Prune-then-Quantize or Quantize-then-Prune? Understanding the Impact of Compression Order in Joint Model Compression
arXiv AIArchived Mar 20, 2026✓ Full text saved
arXiv:2603.18426v1 Announce Type: new Abstract: What happens when multiple compression methods are combined-does the order in which they are applied matter? Joint model compression has emerged as a powerful strategy to achieve higher efficiency by combining multiple methods such as pruning and quantization. A central but underexplored factor in joint model compression is the compression order, or the sequence of different methods within the compression pipeline. Most prior studies have either si
Full text archived locally
✦ AI Summary· Claude Sonnet
Computer Science > Artificial Intelligence
[Submitted on 19 Mar 2026]
Prune-then-Quantize or Quantize-then-Prune? Understanding the Impact of Compression Order in Joint Model Compression
Minjun Kim, Jaehyeon Choi, Hyunwoo Yang, Jongjin Kim, Jinho Song, U Kang
What happens when multiple compression methods are combined-does the order in which they are applied matter? Joint model compression has emerged as a powerful strategy to achieve higher efficiency by combining multiple methods such as pruning and quantization. A central but underexplored factor in joint model compression is the compression order, or the sequence of different methods within the compression pipeline.
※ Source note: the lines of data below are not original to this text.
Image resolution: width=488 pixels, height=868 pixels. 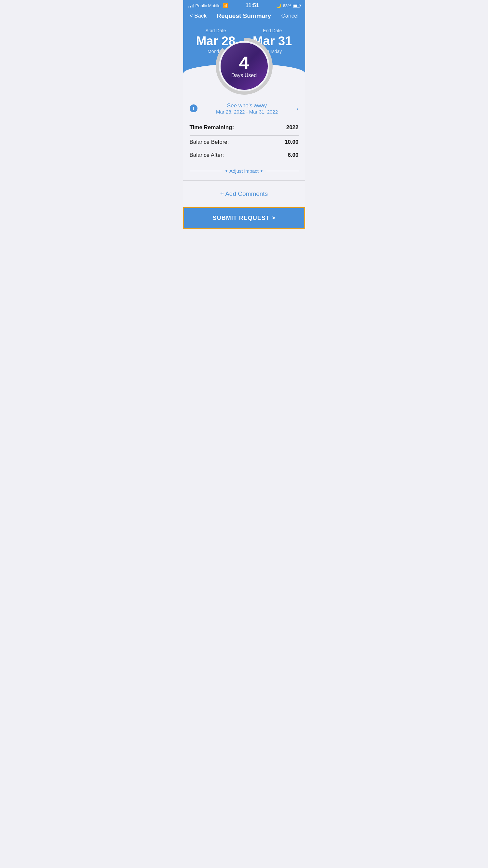 I want to click on time-remaining-row: Time Remaining: 2022, so click(x=244, y=128).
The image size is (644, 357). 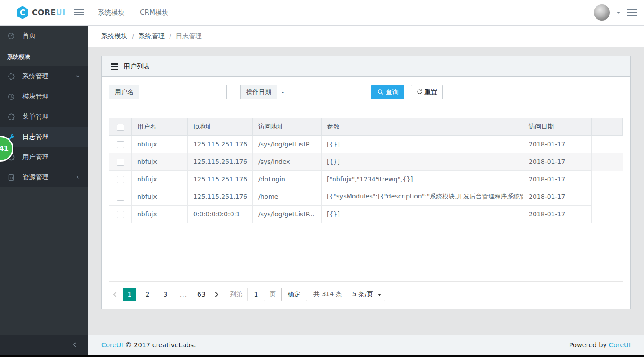 I want to click on column-header: ip地址, so click(x=221, y=127).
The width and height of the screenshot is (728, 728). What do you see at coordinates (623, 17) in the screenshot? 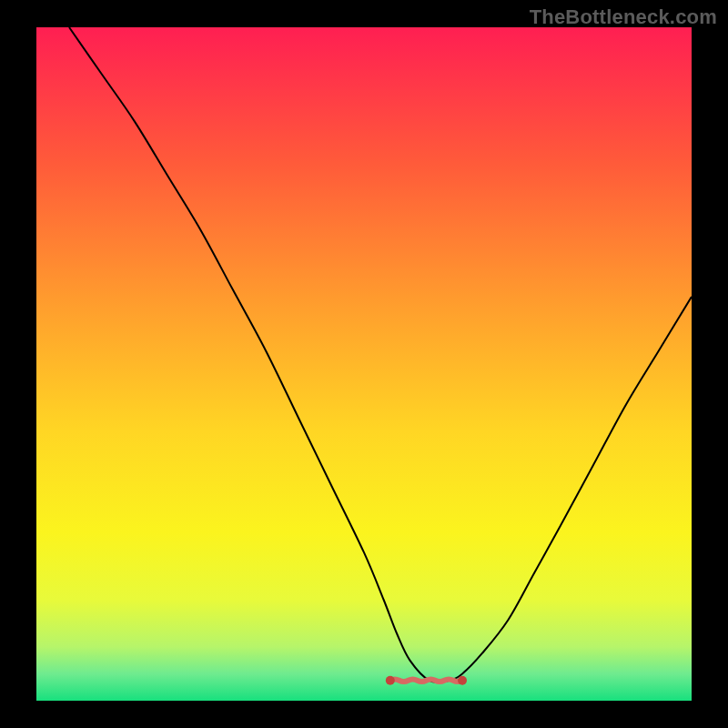
I see `watermark-text: TheBottleneck.com` at bounding box center [623, 17].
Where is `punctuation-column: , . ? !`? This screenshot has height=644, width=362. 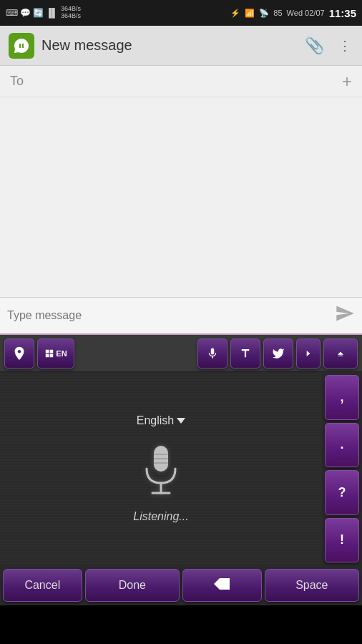
punctuation-column: , . ? ! is located at coordinates (342, 469).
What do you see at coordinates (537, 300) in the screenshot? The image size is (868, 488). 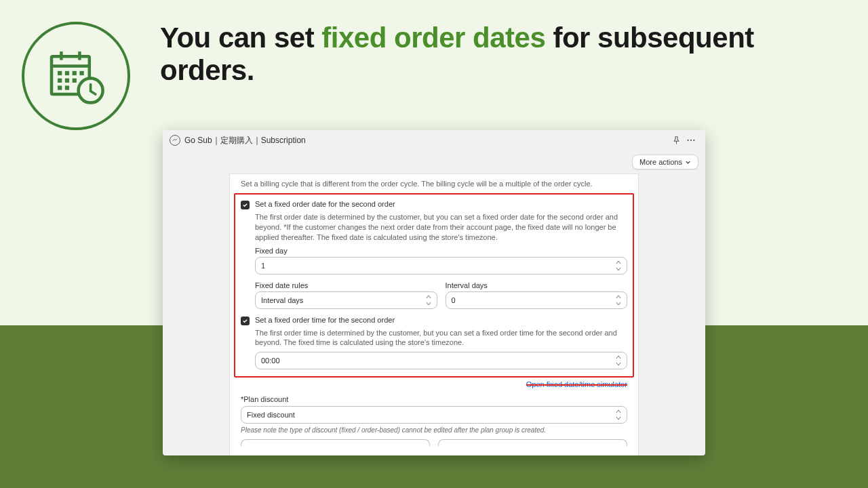 I see `interval-days-input: 0` at bounding box center [537, 300].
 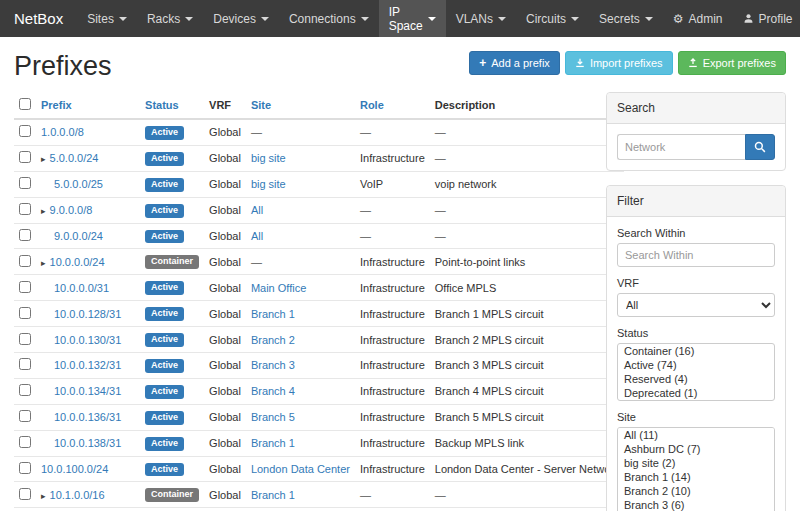 What do you see at coordinates (732, 63) in the screenshot?
I see `export-prefixes-button: Export prefixes` at bounding box center [732, 63].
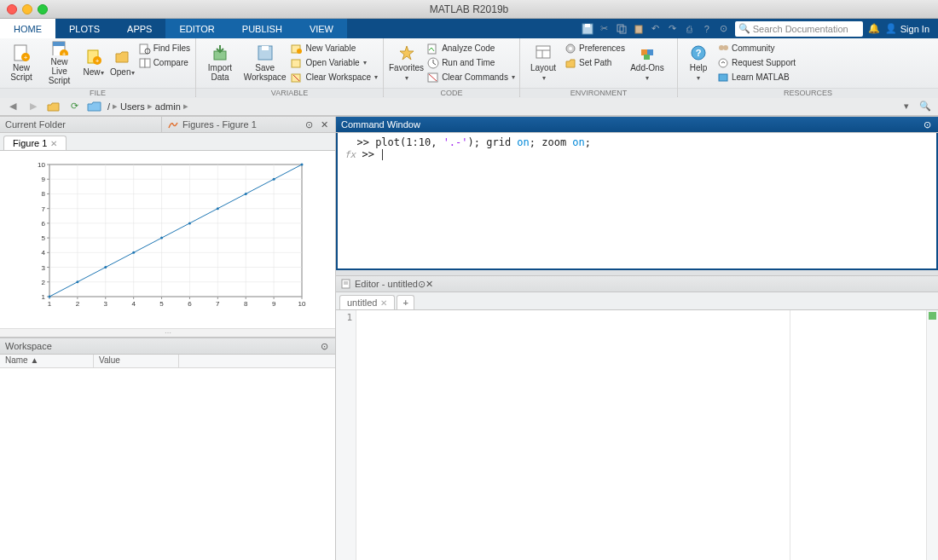 The width and height of the screenshot is (938, 560). Describe the element at coordinates (551, 142) in the screenshot. I see `cmd-text3: ; zoom` at that location.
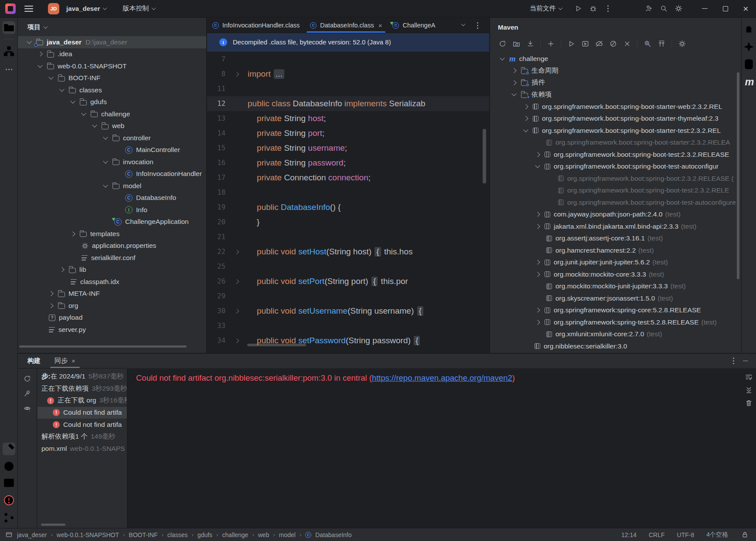 This screenshot has height=541, width=756. Describe the element at coordinates (749, 64) in the screenshot. I see `database-icon` at that location.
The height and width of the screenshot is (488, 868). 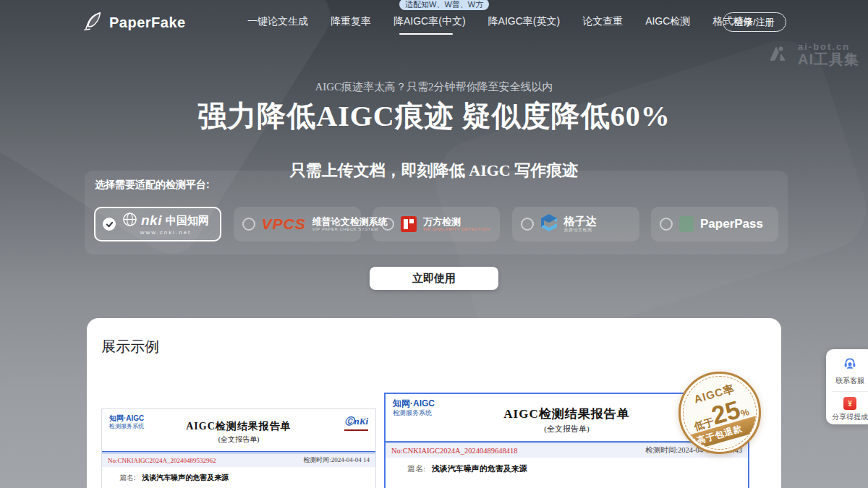 What do you see at coordinates (850, 403) in the screenshot?
I see `red-packet-icon` at bounding box center [850, 403].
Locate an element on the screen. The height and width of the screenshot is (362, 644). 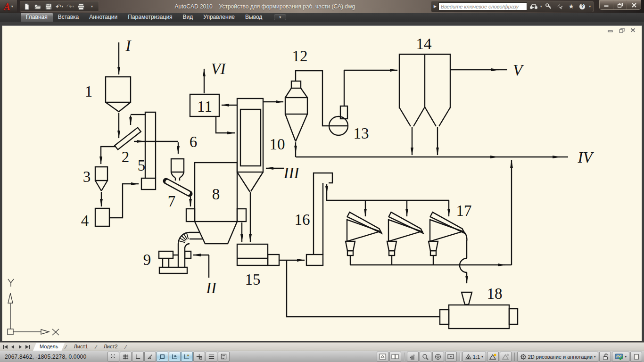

Most prior studies have either sidestepped the issue by assuming orthogonality between techniques, while a few have examined them only in highly constrained cases. Consequently, the broader role of compression order in shaping model performance remains poorly understood. In this paper, we address the overlooked problem of compression order and provide both theoretical and empirical analysis. We formulate the problem of optimizing the compression order and introduce the Progressive Intensity Hypothesis, which states that weaker perturbations should precede stronger ones. We provide theoretical guarantees showing that the relative benefit of one order increases with the underlying performance gap. Extensive experiments on both language and vision models validate the hypothesis, and further show its generality to broader setups such as multi-stage compression and mixed-precision quantization.
Comments: ICLR 2026
Subjects: Artificial Intelligence (cs.AI)
Cite as: arXiv:2603.18426 [cs.AI]
(or arXiv:2603.18426v1 [cs.AI] for this version)
https://doi.org/10.48550/arXiv.2603.18426
Focus to learn more
Submission history
From: Minjun Kim [view email]
[v1] Thu, 19 Mar 2026 02:40:23 UTC (1,041 KB)
Access Paper:
HTML (experimental)
view license
Current browse context:
cs.AI
< prev | next >
new | recent | 2026-03
Change to browse by:
cs
References & Citations
NASA ADS
Google Scholar
Semantic Scholar
Export BibTeX Citation
Bookmark
Bibliographic Tools
Bibliographic and Citation Tools
Bibliographic Explorer Toggle
Bibliographic Explorer (What is the Explorer?)
Connected Papers Toggle
Connected Papers (What is Connected Papers?)
Litmaps Toggle
Litmaps (What is Litmaps?)
scite.ai Toggle
scite Smart Citations (What are Smart Citations?)
Code, Data, Media
Demos
Related Papers
About arXivLabs
Which authors of this paper are endorsers? | Disable MathJax (What is MathJax?)